VOA
16.758
Improve the investigation and prosecution of child abuse cases and support the development of CACs and/or multi-disciplinary child abuse teams in local communities. (1) To train criminal justice system professionals on innovative techniques for investigating, and prosecuting child abuse cases, including victims of child pornography; (2) to promote a multidisciplinary approach to coordinating the investigations and prosecution of child abuse cases and, thereby limiting the number of necessary pre-trial interviews for child victims, as well as to better assure the accuracy of each interview; (3) to increase the number of communities utilizing a Children’s Advocacy Center approach to the investigation, prosecution and treatment of child abuse cases; (4) to assist communities in developing child-focused programs designed to improve the resources available to children and families; (5) to provide support to non-offending family members; (6) to enhance coordination among community agencies, professionals, and provide medical support to health care and mental health care professionals involved in the intervention, prevention, prosecution, and investigation systems that respond to child abuse cases; and (7) to improve the quality of child abuse prosecution by providing specialized training and technical assistance to prosecutors. Child Advocacy Training: A competitive grant program to support child advocacy training in undergraduate programming and continuing education on multiple evidence-based methods for identifying and screening children for exposure to violence. The grants should support the training of future mandated reporters and child protection professionals and support efforts across the country to train child protection professionals in the field, including law enforcement officers, social workers, mental and medical health professionals, and prosecutors. The performance measures associated with these objectives are: PM 1: Percentage of new policies adhered to promising practices PM 2: Percentage of organizations who employed Enhanced Resource Guidelines PM 3: Percentage of new policies adhered to evidence-based practices
This chart shows obligations for the program by fiscal year.
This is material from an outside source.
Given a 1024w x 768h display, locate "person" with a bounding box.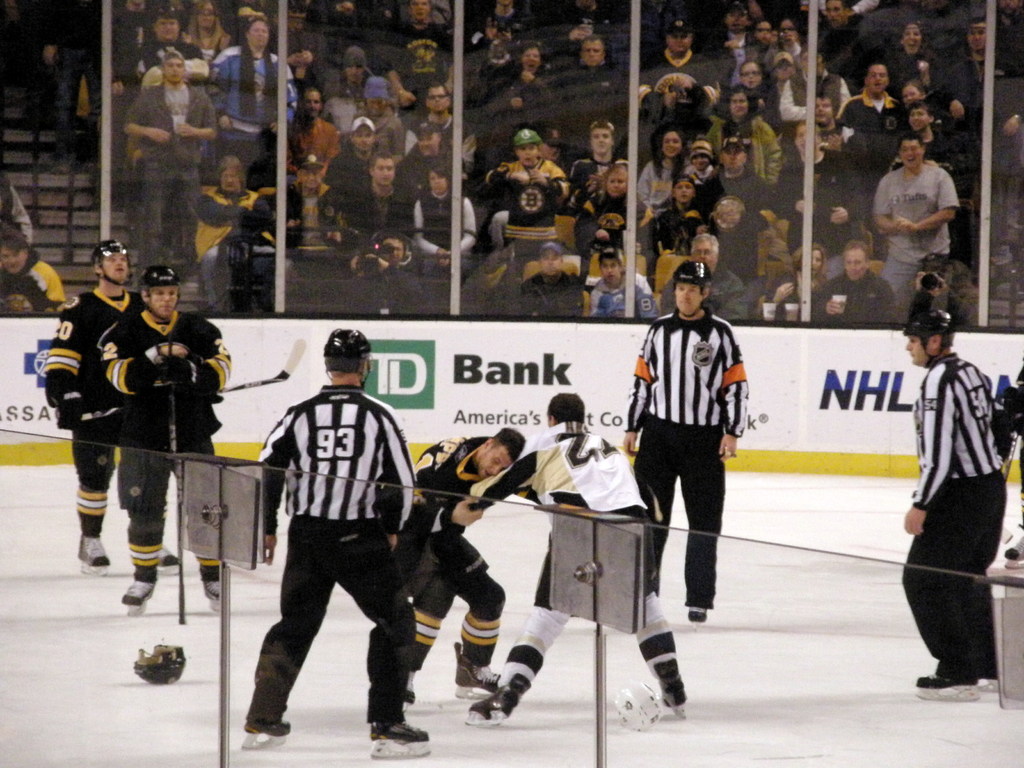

All data for this chart was provided by the
administering agency and sourced from SAM.gov, USASpending.gov, and Treasury.gov.
For more information on each of these data sources, please see the
About the data page.
VOCA Training and Technical Assistance for Child Abuse Prosecutors - received two applications and made one award for $750,000
VOCA Support for Children’s Advocacy Centers: Category 1 – Membership and Accreditation: received one application and made one award for $1,400,000. Category 2 - CAC National Subgrant Program: received one application and made one award for $9,889,799. Category 3 – CAC National Subgrant Program for Victims of Child Pornography: received one application and made one award for $$2,000,000. Category 4 – CAC Military Partnership Pilot Project: received one application and made one award for $1,000,000.
The remaining programs listed in Fiscal Year section received continuation funding. One award was made under each continuation program.
A total of 88 CACs in 30 states and the District of Columbia received funds via the VOCA subgrant programs.
Between June and September 2020, the National District Attorneys Association held a series of OJJDP-sponsored webinars for juvenile prosecutors. The Role of the Juvenile Prosecutor provided a historical context to juvenile court, highlighted the ethical obligations juvenile prosecutors have toward victims and offenders, and explained the rehabilitative nature of juvenile programming. Additional webinars included Principles of Child and Adolescent Development, Building Relationships Between Communities and Police: What Prosecutors Need To Know, and Substance Use Issues in Juvenile Court. More than 1,500 participants were trained through the webinar series.
Single Audit Applies (2 CFR Part 200 Subpart F):
For additional information on single audit requirements for this program, review the current Compliance Supplement.
OMB is working with the U.S. Government Accountability Office (GAO) and agency offices of inspectors general to include links to relevant oversight reports. This section will be updated once this information is made available.